Still, for almost two years, he and Carrie wouldn’t even ride by the Redondo pier.

“But then you realize, if I did not let that go, I would not be where I am right now,” Spriggs said. “In February, we released the KAABOO lineup, and that weekend we were out riding bikes and we went by there, and I had this moment where, I f***ing love you, man. I’m okay with what happened.”

 

Adam Spriggs and his wife, Carrie, with Rhett Miller and the Old 97s. Photo courtesy Madison Entertainment

Adam Spriggs and his wife, Carrie, with Rhett Miller and the Old 97s. Photo courtesy Madison Entertainment

Timebomb

 

Rhett Miller has nearly given up several times in the course of a 25 year career in the music business. He’s the lead singer for the Old 97s, and though the band has had its share of success, it’s also never quite reached the mainstream and reaped its financial rewards. They’ve continued on grit and love alone on a long musical journey that has circled the world several times over.

One friendly face at the bend of the road for a long time now has been Spriggs, who first met Miller at a merch table as a fan long ago in Hollywood and still remembers that Miller remarked on the coolness of his shirt. Eventually Spriggs championed the Old 97s, and particularly Miller’s solo work, bringing him to Brixton and later to Saint Rocke and Terranea.

“One of the big reasons I love my job is because of people like Adam, who do what they do because they love music and love artists and love the idea of bringing good music to their community,” Miller said. “It’s almost doing charity through music for your community — you make money on some gigs, lose it on others, and just try not to be at the losing end at the end of the day. Adam is really a godsend for that region. He’s got great taste and is willing to go out on a limb.”

Over the years, the two developed a friendship, and occasionally had heart to heart talks about whether to continue in the music business.

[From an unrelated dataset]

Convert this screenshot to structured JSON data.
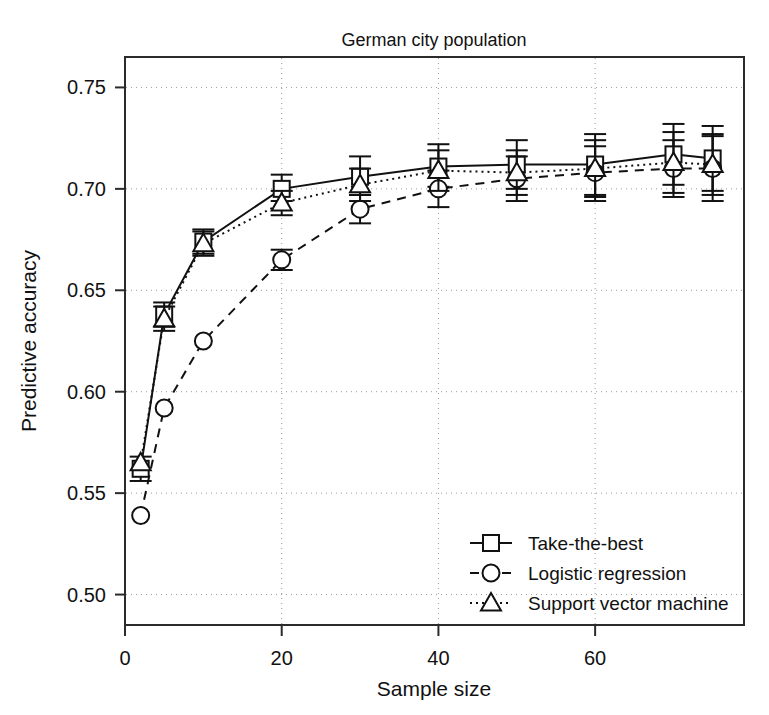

“So many times you almost give up,” Miller said. “‘Okay, fine, I get it. I’ll give up.’ But there’s a risk in not doing it, in not believing in yourself, in not having hope that you can ride this thing out — because this is the right thing to do, and I think Adam in the end believes it’s the noble thing to do. Because it makes the area a better place to be. There are kids who are in bands now who would not be if not for Adam booking a show that changed their lives.”

“It’s not curing cancer,” Miller said. “That’s not why we keep doing this. It may be something small, but it’s something good….All we have right now is this moment, this connection as human beings. We could all be dead tomorrow, so let’s do our best to make something beautiful, and appreciate this moment we made.”

The KAABOO booking began a year ago in June and didn’t wrap up until January. One of the first calls Spriggs made was to Miller.

“I’ve got this really badass thing I’m putting together,” he told him. “And I’m taking you with me.”

“F*** yeah, you are,” Miller said.

Sometime late Saturday afternoon, Spriggs will clear away his responsibilities for an hour, and he’ll arrive at the Old 97s’ stage. His mother, Donna Hall, who began this musical journey with him (and who he stopped attending concerts with for a few years after she napped at a Pearl Jam show) will be back by his side. His wife Carrie will dance alongside him. Rhett Miller will at some point climb atop a speaker cabinet and do his famous stage leap during the song “Timebomb” — something he’s been doing for 20 years, despite a few misses and a few sprained knees. Spriggs will be singing at the top of his lungs, and several thousand people will be singing along.

“I never,” Spriggs said, “want not to be a fan.”

For more information on KAABOO, see KaabooDelMar.com.

 

Comments:

comments so far. Comments posted to EasyReaderNews.com may be reprinted in the Easy Reader print edition, which is published each Thursday.